Simpson, William (artist)
Rifle pits appear in a lot of accounts of the Crimea on both sides. I suppose they are the beginnings of trench warfare. This image shows one very well indeed.
This description of the above image
is in this book by George Brackenbury and William Simpson
NOW PART OF THE BRITISH ADVANCED TRENCHES, ON THE LEFT OF THE RIGHT ATTACK, OR GORDON'S BATTERY.
This is one of the pits which was taken on the night of the 19th April, when Colonel Egerton was killed ; it is in the hollow between Gordon's Battery and the Redan, quite close to the Woronzoff Road. In the foreground of the drawing a group of men is seen busily engaged in filling sand-bags for the purpose of converting the pit into a trench, and connecting it with the rest of our works. In this service they are protected by a sharp fire from our rifles, directed through loop-holes menages in the parapet with sand-bags. The Russians are not ignorant of what is going on, and several round-shot lying on the ground, one of which has knocked over a gabion, and a shell bursting close to the right extremity of the work, prove how anxious they are to impede the operation. The capture of this rifle-pit is thus described by Mr. Russell:—
" Last night a very gallant and brilliant little feat of arms, attended, I regret to say, by severe loss, was performed by the 77th Regiment in front of our right attack. There is nothing more remarkable in the active operations of this siege than the importance of the part played by the sharpshooters placed in those rifle-pits, which have been dug by the enemy, and which were constructed with great skill and daring, and have been defended with vigour and resolution. The pits now constructed are complete little batteries for riflemen, and the fire from one well established, within 600 or 700 yards of a battery of ordnance, is sufficient to silence the guns, and keep the gunners from going near the embrasures. In front of the Kedan, opposite our right attack, the Russians established some capacious pits, from which they annoyed us considerably, particularly from the two nearest us on the left-hand side. Our advanced battery, when it opened, would have been greatly harassed by this fire, and it was resolved to take the two pits, to hold that which was found most tenable, and to destroy the other. That service was effected last night. About eight o'clock the party of the 77th under Lieutenant-Colonel Egerton, supported by a wing of the 33rd under Lieutenant-Colonel Mundy, moved down the traverses towards the rifle-pits. The night was dark and windy, but the Russian sentries perceived the approach of our men, and a brisk fire was at once opened on them by the enemy, to which the troops scarcely replied, for, firing a terrible volley, they rushed upon the enemy with the bayonet, and after a short but desperate struggle, drove them out of the two pits and up the slope behind them. Once in the pits, the Engineers, Officers, and Sappers and Miners, set to work to strengthen the defences, and threw up a gabionade in front, and with great coolness and courage proceeded to connect the trench of the nearest of the rifle-pits with our advanced sap." The enemy kept up a heavy fire of round, grape-shot, and shell upon them, and about two o'clock in the morning made a desperate but ineffectual attempt to regain the pits.
" It was while setting an example of conspicuous bravery to his men that Colonel Egerton fell mortally wounded. The rifle-pit is now in our hands, and a smart fire is kept up from it. Its fire is most serviceable, not only against the embrasures of the Redan, but in reducing and disturbing the fire of the Russian rifle-pits on its flank."
The next morning the other rifle-pit, captured after a feeble resistance, was levelled and filled in with earth.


- **To do**:
Down to the last line, restate the listing below exactly.

- **Records provided**:
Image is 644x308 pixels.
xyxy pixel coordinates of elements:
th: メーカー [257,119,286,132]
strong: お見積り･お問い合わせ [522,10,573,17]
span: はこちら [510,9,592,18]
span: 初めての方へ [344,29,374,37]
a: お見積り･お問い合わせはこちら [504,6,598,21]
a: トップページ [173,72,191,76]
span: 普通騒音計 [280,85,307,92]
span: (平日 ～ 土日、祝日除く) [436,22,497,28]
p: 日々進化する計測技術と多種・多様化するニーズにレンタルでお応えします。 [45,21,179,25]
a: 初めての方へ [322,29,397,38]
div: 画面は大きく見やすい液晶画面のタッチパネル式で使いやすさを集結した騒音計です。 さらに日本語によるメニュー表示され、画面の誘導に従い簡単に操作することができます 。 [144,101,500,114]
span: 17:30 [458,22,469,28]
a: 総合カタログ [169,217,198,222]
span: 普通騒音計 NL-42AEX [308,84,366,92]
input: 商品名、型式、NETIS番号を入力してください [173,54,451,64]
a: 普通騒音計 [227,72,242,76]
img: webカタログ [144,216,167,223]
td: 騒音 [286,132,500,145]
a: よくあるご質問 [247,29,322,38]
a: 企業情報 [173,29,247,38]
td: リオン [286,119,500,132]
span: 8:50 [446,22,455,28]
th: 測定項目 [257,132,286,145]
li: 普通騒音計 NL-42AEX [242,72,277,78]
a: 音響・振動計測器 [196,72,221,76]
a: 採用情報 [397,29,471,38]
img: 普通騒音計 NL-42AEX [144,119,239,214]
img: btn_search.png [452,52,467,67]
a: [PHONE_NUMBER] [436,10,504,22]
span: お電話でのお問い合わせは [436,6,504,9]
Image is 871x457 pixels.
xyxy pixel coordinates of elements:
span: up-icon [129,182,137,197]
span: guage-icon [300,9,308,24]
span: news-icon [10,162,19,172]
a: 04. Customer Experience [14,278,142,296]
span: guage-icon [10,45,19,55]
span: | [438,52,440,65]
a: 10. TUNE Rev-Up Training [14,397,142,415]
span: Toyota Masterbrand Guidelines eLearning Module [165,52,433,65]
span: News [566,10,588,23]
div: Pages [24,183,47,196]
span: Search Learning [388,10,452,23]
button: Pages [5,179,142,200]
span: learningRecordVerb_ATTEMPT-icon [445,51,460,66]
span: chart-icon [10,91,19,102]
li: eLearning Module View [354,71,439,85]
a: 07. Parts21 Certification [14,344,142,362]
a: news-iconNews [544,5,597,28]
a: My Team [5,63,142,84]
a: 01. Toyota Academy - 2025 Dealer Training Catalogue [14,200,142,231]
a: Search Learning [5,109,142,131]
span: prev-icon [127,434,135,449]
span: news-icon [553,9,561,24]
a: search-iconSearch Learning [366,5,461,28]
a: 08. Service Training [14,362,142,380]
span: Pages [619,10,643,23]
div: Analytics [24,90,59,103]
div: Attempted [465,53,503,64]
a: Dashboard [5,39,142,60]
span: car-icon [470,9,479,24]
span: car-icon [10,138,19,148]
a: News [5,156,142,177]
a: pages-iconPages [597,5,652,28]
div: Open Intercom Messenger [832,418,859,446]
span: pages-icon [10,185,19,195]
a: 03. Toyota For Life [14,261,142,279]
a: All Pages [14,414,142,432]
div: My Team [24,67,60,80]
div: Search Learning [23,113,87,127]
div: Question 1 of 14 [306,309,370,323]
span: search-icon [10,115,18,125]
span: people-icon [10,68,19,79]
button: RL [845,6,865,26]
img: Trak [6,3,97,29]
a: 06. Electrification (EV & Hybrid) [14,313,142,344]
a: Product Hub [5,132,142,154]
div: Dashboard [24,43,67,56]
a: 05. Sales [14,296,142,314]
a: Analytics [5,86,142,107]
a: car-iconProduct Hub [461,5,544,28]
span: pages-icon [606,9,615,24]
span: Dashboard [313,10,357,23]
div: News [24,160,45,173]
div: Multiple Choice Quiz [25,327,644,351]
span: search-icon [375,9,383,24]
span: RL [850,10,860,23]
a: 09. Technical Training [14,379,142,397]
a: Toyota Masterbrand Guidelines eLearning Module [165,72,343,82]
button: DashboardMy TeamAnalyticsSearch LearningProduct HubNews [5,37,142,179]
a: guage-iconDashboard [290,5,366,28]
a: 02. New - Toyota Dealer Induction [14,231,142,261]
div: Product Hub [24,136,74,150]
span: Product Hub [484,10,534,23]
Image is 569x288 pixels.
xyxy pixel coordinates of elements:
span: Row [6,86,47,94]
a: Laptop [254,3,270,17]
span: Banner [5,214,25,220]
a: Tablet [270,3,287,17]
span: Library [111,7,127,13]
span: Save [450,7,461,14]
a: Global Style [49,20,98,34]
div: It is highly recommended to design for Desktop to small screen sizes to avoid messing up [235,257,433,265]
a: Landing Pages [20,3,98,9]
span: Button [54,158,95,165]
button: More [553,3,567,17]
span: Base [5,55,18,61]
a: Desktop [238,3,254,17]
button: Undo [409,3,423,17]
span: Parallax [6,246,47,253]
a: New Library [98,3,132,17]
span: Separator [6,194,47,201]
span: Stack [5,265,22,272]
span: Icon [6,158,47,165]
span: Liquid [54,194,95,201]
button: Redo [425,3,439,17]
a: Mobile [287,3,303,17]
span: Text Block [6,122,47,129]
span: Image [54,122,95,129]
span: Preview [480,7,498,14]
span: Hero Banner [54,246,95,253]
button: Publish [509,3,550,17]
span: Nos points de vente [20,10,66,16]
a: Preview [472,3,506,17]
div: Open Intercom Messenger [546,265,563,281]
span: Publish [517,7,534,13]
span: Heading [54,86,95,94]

- **Answer to this problem**:
Image is 644x308 pixels.
xyxy pixel coordinates of elements:
th: メーカー [257,119,286,132]
strong: お見積り･お問い合わせ [522,10,573,17]
span: はこちら [510,9,592,18]
span: 初めての方へ [344,29,374,37]
a: お見積り･お問い合わせはこちら [504,6,598,21]
a: トップページ [173,72,191,76]
span: 普通騒音計 [280,85,307,92]
span: (平日 ～ 土日、祝日除く) [436,22,497,28]
p: 日々進化する計測技術と多種・多様化するニーズにレンタルでお応えします。 [45,21,179,25]
a: 初めての方へ [322,29,397,38]
div: 画面は大きく見やすい液晶画面のタッチパネル式で使いやすさを集結した騒音計です。 さらに日本語によるメニュー表示され、画面の誘導に従い簡単に操作することができます 。 [144,101,500,114]
span: 17:30 [458,22,469,28]
a: 総合カタログ [169,217,198,222]
span: 普通騒音計 NL-42AEX [308,84,366,92]
input: 商品名、型式、NETIS番号を入力してください [173,54,451,64]
a: 普通騒音計 [227,72,242,76]
img: webカタログ [144,216,167,223]
td: 騒音 [286,132,500,145]
a: よくあるご質問 [247,29,322,38]
a: 企業情報 [173,29,247,38]
td: リオン [286,119,500,132]
span: 8:50 [446,22,455,28]
th: 測定項目 [257,132,286,145]
li: 普通騒音計 NL-42AEX [242,72,277,78]
a: 音響・振動計測器 [196,72,221,76]
a: 採用情報 [397,29,471,38]
img: 普通騒音計 NL-42AEX [144,119,239,214]
img: btn_search.png [452,52,467,67]
a: [PHONE_NUMBER] [436,10,504,22]
span: お電話でのお問い合わせは [436,6,504,9]
Image is 871x457 pixels.
xyxy pixel coordinates of elements:
span: up-icon [129,182,137,197]
span: guage-icon [300,9,308,24]
span: news-icon [10,162,19,172]
a: 04. Customer Experience [14,278,142,296]
span: guage-icon [10,45,19,55]
span: | [438,52,440,65]
a: 10. TUNE Rev-Up Training [14,397,142,415]
span: Toyota Masterbrand Guidelines eLearning Module [165,52,433,65]
span: News [566,10,588,23]
div: Pages [24,183,47,196]
span: Search Learning [388,10,452,23]
button: Pages [5,179,142,200]
span: learningRecordVerb_ATTEMPT-icon [445,51,460,66]
span: chart-icon [10,91,19,102]
li: eLearning Module View [354,71,439,85]
a: 07. Parts21 Certification [14,344,142,362]
a: news-iconNews [544,5,597,28]
a: My Team [5,63,142,84]
a: 01. Toyota Academy - 2025 Dealer Training Catalogue [14,200,142,231]
a: Search Learning [5,109,142,131]
span: prev-icon [127,434,135,449]
span: news-icon [553,9,561,24]
a: search-iconSearch Learning [366,5,461,28]
a: 08. Service Training [14,362,142,380]
span: Pages [619,10,643,23]
div: Analytics [24,90,59,103]
div: Attempted [465,53,503,64]
a: Dashboard [5,39,142,60]
span: car-icon [470,9,479,24]
span: car-icon [10,138,19,148]
a: News [5,156,142,177]
a: pages-iconPages [597,5,652,28]
div: Open Intercom Messenger [832,418,859,446]
span: pages-icon [10,185,19,195]
a: 03. Toyota For Life [14,261,142,279]
a: All Pages [14,414,142,432]
div: My Team [24,67,60,80]
div: Search Learning [23,113,87,127]
div: Question 1 of 14 [306,309,370,323]
span: search-icon [10,115,18,125]
span: people-icon [10,68,19,79]
button: RL [845,6,865,26]
img: Trak [6,3,97,29]
a: 06. Electrification (EV & Hybrid) [14,313,142,344]
a: Product Hub [5,132,142,154]
div: Dashboard [24,43,67,56]
a: 05. Sales [14,296,142,314]
a: Analytics [5,86,142,107]
a: car-iconProduct Hub [461,5,544,28]
span: pages-icon [606,9,615,24]
span: Dashboard [313,10,357,23]
div: News [24,160,45,173]
div: Multiple Choice Quiz [25,327,644,351]
span: search-icon [375,9,383,24]
span: RL [850,10,860,23]
a: 09. Technical Training [14,379,142,397]
a: Toyota Masterbrand Guidelines eLearning Module [165,72,343,82]
button: DashboardMy TeamAnalyticsSearch LearningProduct HubNews [5,37,142,179]
a: guage-iconDashboard [290,5,366,28]
a: 02. New - Toyota Dealer Induction [14,231,142,261]
div: Product Hub [24,136,74,150]
span: Product Hub [484,10,534,23]
Image is 569x288 pixels.
xyxy pixel coordinates of elements:
span: Row [6,86,47,94]
a: Laptop [254,3,270,17]
span: Banner [5,214,25,220]
a: Tablet [270,3,287,17]
span: Library [111,7,127,13]
span: Save [450,7,461,14]
a: Global Style [49,20,98,34]
div: It is highly recommended to design for Desktop to small screen sizes to avoid messing up [235,257,433,265]
a: Landing Pages [20,3,98,9]
span: Button [54,158,95,165]
button: More [553,3,567,17]
span: Base [5,55,18,61]
a: Desktop [238,3,254,17]
button: Undo [409,3,423,17]
span: Parallax [6,246,47,253]
a: New Library [98,3,132,17]
span: Separator [6,194,47,201]
span: Stack [5,265,22,272]
span: Icon [6,158,47,165]
span: Liquid [54,194,95,201]
button: Redo [425,3,439,17]
a: Mobile [287,3,303,17]
span: Text Block [6,122,47,129]
span: Image [54,122,95,129]
span: Preview [480,7,498,14]
span: Hero Banner [54,246,95,253]
button: Publish [509,3,550,17]
span: Nos points de vente [20,10,66,16]
a: Preview [472,3,506,17]
div: Open Intercom Messenger [546,265,563,281]
span: Publish [517,7,534,13]
span: Heading [54,86,95,94]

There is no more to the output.